Wednesday, October 31, 2012

Do Faculty Fear Technology?

Moodle Guide for Teachers
Moodle Guide for Teachers (st0nemas0nry)
by , OnlineColleges.net: http://www.onlinecolleges.net

It’s embarrassing to admit this, but there are times when classroom technology just defeats me.

I know I’m not the only faculty member who has felt the deep burning shame of inadequacy when a student has had to come to my rescue in front of all my students by fiddling a bit with some buttons and once again restoring 21st century audio-visual wizardry to my class, while I stand by helplessly.

I never get used to that, because there’s probably nothing worse than appearing incompetent in front of students who seem to have been born with smartphones growing from their palms.

That fact that I’m not the only professor in this situation is small comfort, especially now that online teaching has presented faculty with new learning challenges. In today’s higher education world, even the most experienced educators become students struggling to develop new skills.

This process has engendered all the angst and hesitance you would expect when teaching old dogs new tricks. In fact, the second half of the Inside Higher Ed and Babson College Survey on Professors and Technology shows that most higher ed faculty members are ambivalent at best and resistant at worst to adopting new digital technologies.

Here are the four main points of the survey’s Executive Summary. Faculty members are:
  1. generally “more pessimistic than optimistic about online learning,” in sharp contrast to administrators who are overwhelmingly positive about online learning.
  2. deeply concerned about quality and “believe that the learning outcomes for an online course are inferior or somewhat inferior to those for a comparable face-to-face course.”
  3. more positive about online learning when they have some experience with it and “faculty with direct online teaching experience have, by far, the most positive views towards online education.”
  4. convinced that college administrators are “pushing too much instruction online” and do not have the institutional resources to support such programs and provide faculty support.
Interestingly, the majority of professors (60%) recommend online courses when advising students. That figure grows to 80% when they have experience teaching online. In other words, despite concerns about course quality, they still suggest online courses to their students.

This discrepancy in viewpoint is probably due to the survey’s discovery that professors are, in general, “excited about various technology-driven trends in higher education, including the growth of e-textbooks and digital library collections, the increased use of data monitoring as a way to track student performance along with their own, and the increasingly popular idea of ‘flipping the classroom.’”

Clearly, college instructors walk the line when it comes to new technology: excited about the possibilities, but largely worried about quality.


[Try it] Count the lines in the records beneath this task that contain the string "DAVIS", then give the count by itself.

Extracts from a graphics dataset
------------------------

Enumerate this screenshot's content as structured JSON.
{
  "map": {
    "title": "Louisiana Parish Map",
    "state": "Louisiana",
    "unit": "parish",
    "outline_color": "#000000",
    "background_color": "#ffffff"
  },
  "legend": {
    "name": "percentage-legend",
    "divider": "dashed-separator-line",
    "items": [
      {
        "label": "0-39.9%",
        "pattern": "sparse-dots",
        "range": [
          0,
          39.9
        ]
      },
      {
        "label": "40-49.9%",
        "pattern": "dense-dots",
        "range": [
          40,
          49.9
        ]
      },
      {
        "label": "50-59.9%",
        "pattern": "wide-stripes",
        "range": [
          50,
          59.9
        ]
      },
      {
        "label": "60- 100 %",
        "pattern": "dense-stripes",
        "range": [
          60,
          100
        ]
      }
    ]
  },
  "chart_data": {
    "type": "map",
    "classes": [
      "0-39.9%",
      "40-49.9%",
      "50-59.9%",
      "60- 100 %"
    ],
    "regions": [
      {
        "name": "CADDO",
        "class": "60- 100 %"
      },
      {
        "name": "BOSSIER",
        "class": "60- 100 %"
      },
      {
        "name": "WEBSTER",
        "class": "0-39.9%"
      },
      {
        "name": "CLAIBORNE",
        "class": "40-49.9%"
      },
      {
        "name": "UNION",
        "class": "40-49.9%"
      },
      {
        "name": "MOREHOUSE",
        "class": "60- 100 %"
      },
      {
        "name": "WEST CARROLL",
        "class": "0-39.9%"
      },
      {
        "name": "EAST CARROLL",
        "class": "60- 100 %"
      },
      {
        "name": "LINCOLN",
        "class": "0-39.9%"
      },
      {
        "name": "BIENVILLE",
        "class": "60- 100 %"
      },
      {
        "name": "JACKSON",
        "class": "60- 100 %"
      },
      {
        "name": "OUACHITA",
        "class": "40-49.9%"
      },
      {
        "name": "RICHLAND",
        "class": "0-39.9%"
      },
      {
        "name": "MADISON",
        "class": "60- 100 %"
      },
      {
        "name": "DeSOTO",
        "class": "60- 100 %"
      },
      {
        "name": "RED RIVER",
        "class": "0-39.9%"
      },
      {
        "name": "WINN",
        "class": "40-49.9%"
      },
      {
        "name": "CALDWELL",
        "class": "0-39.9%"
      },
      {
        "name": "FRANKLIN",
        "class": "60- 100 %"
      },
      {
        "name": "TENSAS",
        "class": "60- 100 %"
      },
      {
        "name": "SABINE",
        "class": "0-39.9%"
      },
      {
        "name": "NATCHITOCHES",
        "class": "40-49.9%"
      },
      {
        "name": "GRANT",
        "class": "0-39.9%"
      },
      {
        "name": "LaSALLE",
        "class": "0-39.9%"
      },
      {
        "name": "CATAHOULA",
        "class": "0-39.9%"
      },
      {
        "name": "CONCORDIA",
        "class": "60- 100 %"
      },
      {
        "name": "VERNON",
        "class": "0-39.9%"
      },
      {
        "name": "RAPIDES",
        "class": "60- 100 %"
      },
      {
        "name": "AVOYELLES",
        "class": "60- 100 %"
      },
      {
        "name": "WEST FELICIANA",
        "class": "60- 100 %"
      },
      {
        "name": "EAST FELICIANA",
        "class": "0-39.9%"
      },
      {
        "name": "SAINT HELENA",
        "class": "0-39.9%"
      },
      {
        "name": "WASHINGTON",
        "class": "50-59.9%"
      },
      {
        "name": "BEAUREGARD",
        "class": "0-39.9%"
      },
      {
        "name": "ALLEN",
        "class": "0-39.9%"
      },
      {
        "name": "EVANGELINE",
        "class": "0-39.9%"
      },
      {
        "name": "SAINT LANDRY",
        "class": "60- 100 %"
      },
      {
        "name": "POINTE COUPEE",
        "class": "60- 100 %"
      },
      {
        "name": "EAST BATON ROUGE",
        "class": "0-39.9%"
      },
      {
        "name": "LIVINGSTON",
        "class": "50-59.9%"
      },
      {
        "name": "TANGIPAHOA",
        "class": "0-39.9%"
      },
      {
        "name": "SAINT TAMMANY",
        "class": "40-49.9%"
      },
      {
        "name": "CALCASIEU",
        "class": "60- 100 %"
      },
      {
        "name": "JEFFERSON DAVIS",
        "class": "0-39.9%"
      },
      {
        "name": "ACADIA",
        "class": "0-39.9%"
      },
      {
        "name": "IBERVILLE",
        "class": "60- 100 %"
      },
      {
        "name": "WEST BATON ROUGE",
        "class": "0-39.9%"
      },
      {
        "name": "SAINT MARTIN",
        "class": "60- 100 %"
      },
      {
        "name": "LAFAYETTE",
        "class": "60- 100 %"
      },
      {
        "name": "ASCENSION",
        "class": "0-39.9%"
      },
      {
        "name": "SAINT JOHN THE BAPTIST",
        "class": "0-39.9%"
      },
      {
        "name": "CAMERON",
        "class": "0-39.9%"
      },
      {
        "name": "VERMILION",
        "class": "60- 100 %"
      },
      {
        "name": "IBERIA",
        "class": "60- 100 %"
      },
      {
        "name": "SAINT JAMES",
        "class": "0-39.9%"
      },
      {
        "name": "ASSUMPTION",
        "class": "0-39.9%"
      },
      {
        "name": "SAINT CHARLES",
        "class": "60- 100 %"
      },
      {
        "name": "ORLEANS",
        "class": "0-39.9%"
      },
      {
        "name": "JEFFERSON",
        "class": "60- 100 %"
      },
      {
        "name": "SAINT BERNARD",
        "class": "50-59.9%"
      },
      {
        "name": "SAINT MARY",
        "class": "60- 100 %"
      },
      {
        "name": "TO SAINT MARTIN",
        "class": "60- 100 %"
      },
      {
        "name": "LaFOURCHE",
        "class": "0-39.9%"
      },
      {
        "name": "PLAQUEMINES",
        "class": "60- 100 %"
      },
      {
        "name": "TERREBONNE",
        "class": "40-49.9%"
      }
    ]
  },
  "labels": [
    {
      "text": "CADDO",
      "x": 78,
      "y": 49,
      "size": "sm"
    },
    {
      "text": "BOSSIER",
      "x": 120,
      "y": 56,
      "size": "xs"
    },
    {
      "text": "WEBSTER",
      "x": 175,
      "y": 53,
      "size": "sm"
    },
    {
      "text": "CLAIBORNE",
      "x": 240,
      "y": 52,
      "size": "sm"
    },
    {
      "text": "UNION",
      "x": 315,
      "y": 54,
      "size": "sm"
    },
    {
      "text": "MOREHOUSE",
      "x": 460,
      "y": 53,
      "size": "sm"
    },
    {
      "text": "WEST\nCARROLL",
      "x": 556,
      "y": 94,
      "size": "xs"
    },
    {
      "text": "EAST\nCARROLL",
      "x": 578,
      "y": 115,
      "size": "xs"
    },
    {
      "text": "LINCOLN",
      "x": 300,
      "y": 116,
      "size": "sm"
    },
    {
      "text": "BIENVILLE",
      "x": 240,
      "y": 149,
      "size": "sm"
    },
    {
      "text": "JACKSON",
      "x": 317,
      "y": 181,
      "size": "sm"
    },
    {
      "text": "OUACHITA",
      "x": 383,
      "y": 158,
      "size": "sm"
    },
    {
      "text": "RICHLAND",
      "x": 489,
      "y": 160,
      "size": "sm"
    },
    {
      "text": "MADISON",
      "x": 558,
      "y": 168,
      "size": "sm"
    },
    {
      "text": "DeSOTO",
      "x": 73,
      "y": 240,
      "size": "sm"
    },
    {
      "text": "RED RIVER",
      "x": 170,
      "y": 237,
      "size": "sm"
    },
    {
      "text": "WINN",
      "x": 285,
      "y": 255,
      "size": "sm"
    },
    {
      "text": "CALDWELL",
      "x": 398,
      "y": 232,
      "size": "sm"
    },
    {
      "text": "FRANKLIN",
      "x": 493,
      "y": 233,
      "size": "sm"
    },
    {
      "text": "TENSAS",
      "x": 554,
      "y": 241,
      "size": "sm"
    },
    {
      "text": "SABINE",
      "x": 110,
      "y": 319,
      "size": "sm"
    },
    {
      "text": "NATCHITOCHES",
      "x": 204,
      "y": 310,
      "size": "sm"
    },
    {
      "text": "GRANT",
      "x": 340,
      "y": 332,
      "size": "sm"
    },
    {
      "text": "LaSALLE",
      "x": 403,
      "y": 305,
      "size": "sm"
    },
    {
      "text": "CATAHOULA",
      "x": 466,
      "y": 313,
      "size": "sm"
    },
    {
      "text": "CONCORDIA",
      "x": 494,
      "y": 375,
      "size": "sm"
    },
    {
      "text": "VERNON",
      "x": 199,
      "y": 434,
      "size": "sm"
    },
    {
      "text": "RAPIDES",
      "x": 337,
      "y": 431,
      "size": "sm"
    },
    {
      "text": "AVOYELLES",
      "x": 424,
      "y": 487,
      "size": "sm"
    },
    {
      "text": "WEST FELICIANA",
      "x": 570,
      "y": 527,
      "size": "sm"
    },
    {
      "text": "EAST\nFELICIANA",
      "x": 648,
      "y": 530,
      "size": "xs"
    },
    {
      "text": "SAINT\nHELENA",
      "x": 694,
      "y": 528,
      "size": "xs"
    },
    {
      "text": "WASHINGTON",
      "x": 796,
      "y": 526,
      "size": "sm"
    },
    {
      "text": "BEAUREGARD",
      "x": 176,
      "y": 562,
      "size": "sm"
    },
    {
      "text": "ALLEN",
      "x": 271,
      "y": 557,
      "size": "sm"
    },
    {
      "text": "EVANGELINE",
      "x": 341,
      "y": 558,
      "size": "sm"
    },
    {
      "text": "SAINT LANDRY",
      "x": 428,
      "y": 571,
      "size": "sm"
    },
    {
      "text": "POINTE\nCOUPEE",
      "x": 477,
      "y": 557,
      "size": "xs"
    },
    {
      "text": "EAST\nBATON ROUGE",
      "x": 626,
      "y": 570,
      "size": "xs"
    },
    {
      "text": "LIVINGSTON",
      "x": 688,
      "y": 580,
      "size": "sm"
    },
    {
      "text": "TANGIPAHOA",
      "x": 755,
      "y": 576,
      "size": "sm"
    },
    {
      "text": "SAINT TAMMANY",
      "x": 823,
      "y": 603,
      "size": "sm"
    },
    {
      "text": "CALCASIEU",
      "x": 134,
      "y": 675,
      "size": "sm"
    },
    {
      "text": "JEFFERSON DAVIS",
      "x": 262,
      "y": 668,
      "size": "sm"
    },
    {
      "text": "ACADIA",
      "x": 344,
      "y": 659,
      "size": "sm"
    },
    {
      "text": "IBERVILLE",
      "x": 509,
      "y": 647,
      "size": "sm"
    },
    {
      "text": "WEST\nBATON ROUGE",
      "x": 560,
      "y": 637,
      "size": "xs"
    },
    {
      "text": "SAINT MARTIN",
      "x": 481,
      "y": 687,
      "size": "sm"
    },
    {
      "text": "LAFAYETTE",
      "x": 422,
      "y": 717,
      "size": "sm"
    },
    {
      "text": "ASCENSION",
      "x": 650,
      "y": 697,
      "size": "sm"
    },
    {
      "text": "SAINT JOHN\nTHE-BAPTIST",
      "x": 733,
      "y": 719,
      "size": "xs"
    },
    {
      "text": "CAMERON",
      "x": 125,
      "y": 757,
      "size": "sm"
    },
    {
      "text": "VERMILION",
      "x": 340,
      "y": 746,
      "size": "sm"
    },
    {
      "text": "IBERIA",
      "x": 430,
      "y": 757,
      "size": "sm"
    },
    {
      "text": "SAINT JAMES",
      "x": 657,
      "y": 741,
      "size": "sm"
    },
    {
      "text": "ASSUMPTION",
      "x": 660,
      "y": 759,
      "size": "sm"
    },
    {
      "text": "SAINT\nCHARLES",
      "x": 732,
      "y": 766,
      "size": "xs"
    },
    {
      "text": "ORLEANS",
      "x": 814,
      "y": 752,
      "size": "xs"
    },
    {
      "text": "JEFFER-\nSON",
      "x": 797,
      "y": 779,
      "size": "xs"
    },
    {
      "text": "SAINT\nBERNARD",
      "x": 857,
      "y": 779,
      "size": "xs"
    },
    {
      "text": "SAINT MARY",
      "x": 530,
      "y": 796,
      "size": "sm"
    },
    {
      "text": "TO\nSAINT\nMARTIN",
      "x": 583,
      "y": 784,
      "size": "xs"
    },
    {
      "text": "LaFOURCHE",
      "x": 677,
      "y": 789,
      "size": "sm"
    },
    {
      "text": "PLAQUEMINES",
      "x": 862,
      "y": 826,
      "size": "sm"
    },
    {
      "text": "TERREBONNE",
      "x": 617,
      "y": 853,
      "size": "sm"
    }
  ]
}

------------------------

[Finished exercise] 2